[132] In these and several passages which follow, Gozzi ascribes the pecuniary embarrassments of his family to the maladministration of his mother, aided by his sister-in-law. It it only fair to say, that Gasparo Gozzi's correspondence confirms his veracity. That favourite and favoured eldest son complains bitterly that, even to the last days of her life, his mother insisted on managing the property, and that she made underhand contracts to the prejudice of himself and his children. It was, in fact, a misfortune for the Gozzi that their father, Jacopo Antonio, married into a patrician family of higher rank and pretensions than his own. Angela Tiepolo, knowing herself to be one of the last representatives of a very noble house, with considerable expectations from her childless brother, drove her easy-going husband into ruinous expenditure, and domineered over her kindred by right of a marriage which savoured of a mésalliance. See the article upon her in Litta's Famiglie Celebri, sub tit. "Tiepolo."
[133] The bautta and the mask were permitted at Venice from the first Sunday in October until Ash Wednesday.
[134] This was a very long scarf of black silk, which, draped above the head, and fulling over the shoulders, was tied in a knot, and allowed to hang on both sides of the wearer's skirts. The mask or bautta was only permitted during the prolonged Venetian Carnival.
[135] The Italian is democraziano. Perhaps Gozzi wrote democriziano, from Democritus, the sage who laughed at all things. In either case the adjective is wrongly formed. It ought to be either democratico or democritico. But democrazia may have led him to democraziano. He not infrequently employs this phrase, which always puzzles me, because nobody was really less democratic than Carlo Gozzi, and as yet, in 1780, he had no reason, under the pressure of the Revolution, to dissemble.
[136] The theatres of Venice were called by the names of the parishes in which they stood, or of non-parochial churches to which they were contiguous. S. Angelo was one of the smaller.
[137] I have condensed in this sentence the details of a long and tiresome chapter (chap. xxix.). It is worth adding here that the law of Venice with regard to entail was very strict; time gave no title to a purchaser who had obtained possession of an estate subject to fidei commissa. One of Goethe's most interesting letters from Venice (October 5, 1786) contains the full description of a cause he heard pleaded in the Ducal palace for the recovery of illegally alienated real property. Goethe remarks upon the extraordinary permanence of trusts in Venice.
[138] The author of an unfinished work on Venetian literature.
[139] It seems probable that Gozzi was really at one time on the point of marrying this lady.
[140] The Avvogadori del Comune, or Advocatores Comunis, corresponded in a certain sense to the modern Procuratori di Stato, and had some resemblance to the Roman tribunes. They formed a High Court of Justice for the guardianship of property accruing to the Exchequer, for the protection of private rights in property, rights of minors and widows, the superintendence of registers of births and marriages, &c. Three patricians formed the board.
[141] The Somascan Order was founded about 1540 by Girolamo Miani, a Venetian senator, upon the model of the Theatines. Its object was education, principally of the poor. With regard to the school at S. Cipriano, it is worth mentioning that the famous adventurer, Casanova, was placed there by his guardian the Abbé Grimani in the year 1740 or thereabouts. He gives a full account of the institution in his Memoirs (vol. i. ch. vi.), from which it appears that at this epoch about 150 youths were educated by the Somascan monks. Readers of Casanova need hardly be reminded that he was expelled from the seminary after a few weeks' residence. Gasparo Gozzi was also educated here.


= WHAT IS EXPECTED =
Copy, word for word, the lines below from the one containing "The height and width of the screenshot is (590, 1037)." up to and including the one containing "is (1262, 625).", with pictures left out.

= RECORDS FOR THIS TASK =
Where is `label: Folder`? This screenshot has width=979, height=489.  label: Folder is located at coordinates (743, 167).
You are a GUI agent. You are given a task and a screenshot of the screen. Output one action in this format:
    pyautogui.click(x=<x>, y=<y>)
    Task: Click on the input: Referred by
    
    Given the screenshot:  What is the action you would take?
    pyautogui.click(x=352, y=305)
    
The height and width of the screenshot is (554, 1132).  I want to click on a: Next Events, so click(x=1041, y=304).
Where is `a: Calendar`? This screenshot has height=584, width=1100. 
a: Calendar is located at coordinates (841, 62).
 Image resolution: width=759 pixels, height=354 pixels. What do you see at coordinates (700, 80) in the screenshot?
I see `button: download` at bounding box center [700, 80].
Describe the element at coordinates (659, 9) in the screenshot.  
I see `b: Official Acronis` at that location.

==

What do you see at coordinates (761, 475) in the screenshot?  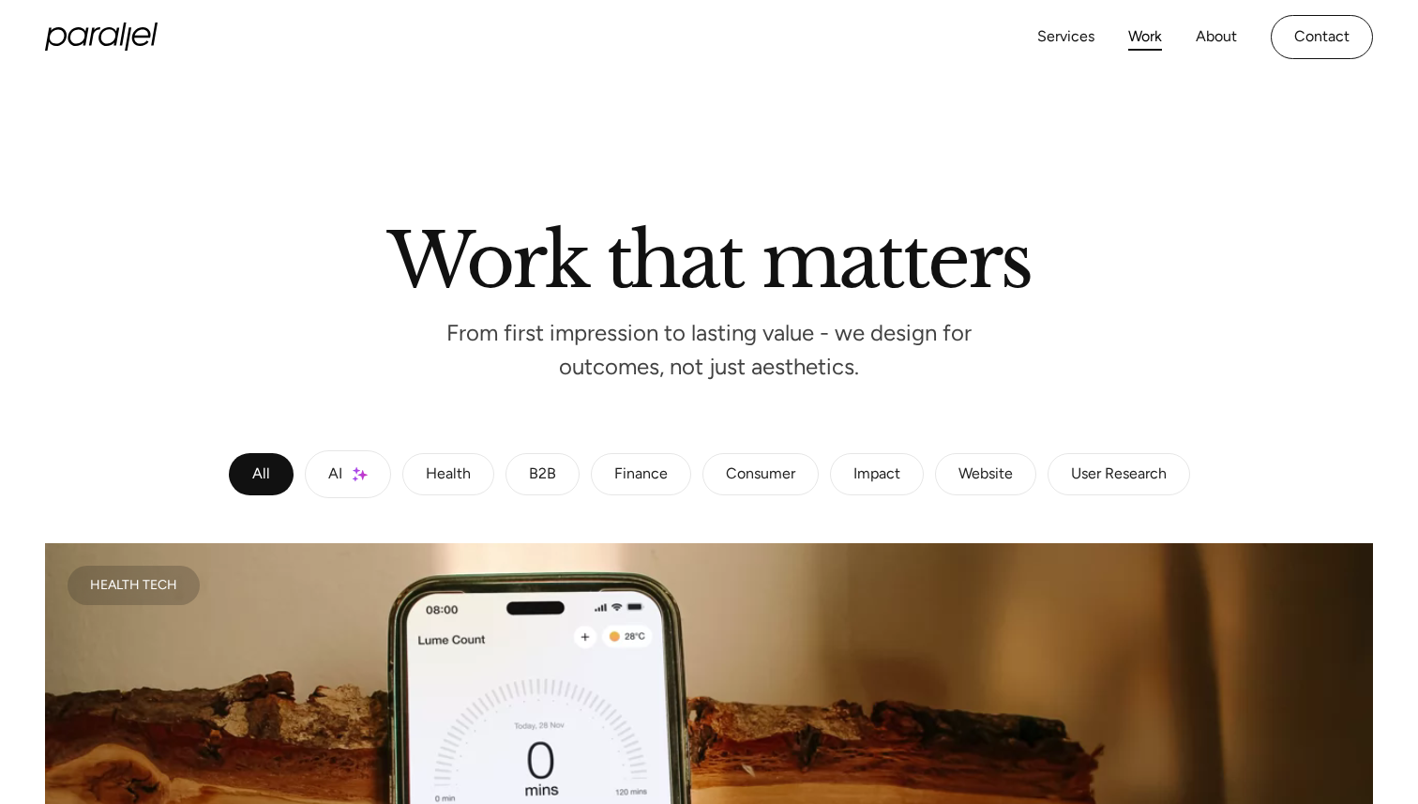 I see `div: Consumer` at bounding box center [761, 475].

==

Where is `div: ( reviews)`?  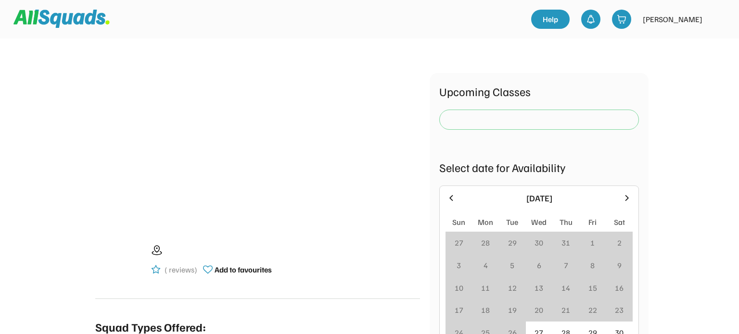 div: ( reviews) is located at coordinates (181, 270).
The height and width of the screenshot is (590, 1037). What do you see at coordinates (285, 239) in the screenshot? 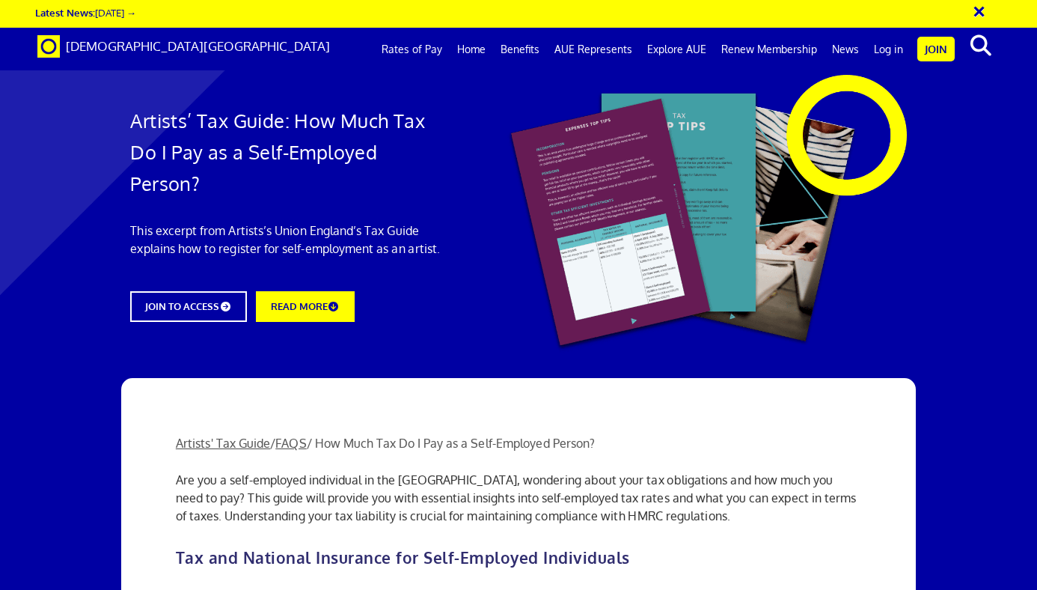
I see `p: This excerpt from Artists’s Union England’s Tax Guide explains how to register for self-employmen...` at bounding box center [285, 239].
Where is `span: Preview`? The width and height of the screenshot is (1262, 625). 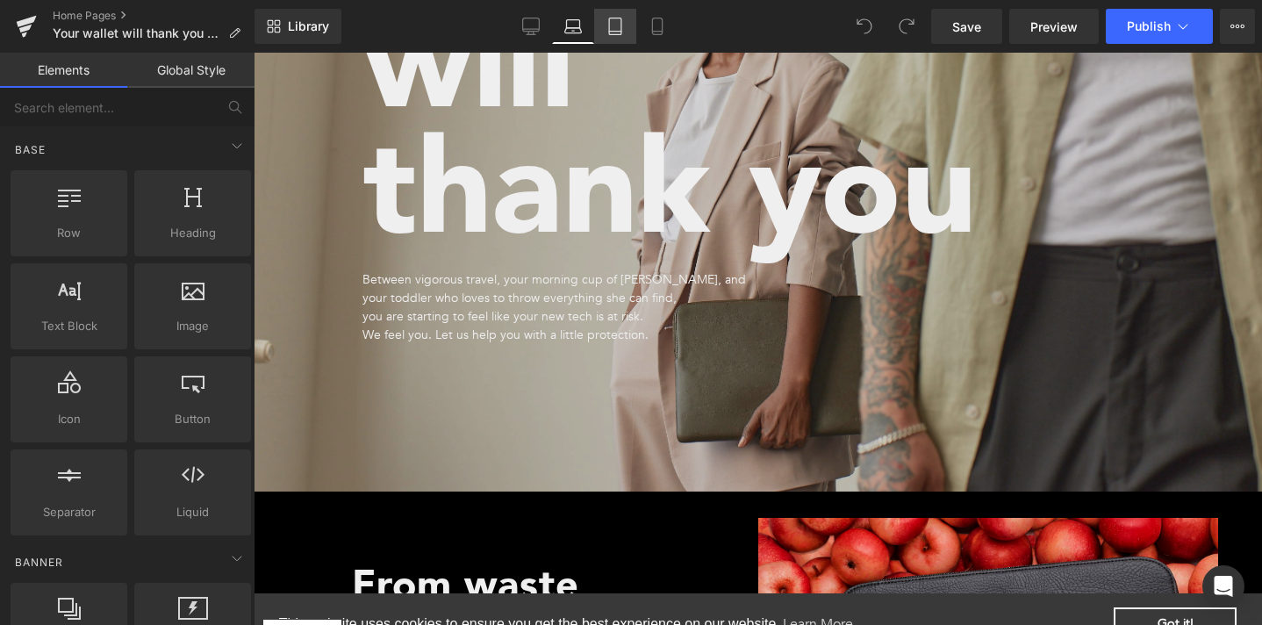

= SOLUTION TO THIS PROBLEM =
The height and width of the screenshot is (590, 1037). What do you see at coordinates (285, 239) in the screenshot? 
I see `p: This excerpt from Artists’s Union England’s Tax Guide explains how to register for self-employmen...` at bounding box center [285, 239].
Where is `span: Preview`? The width and height of the screenshot is (1262, 625). 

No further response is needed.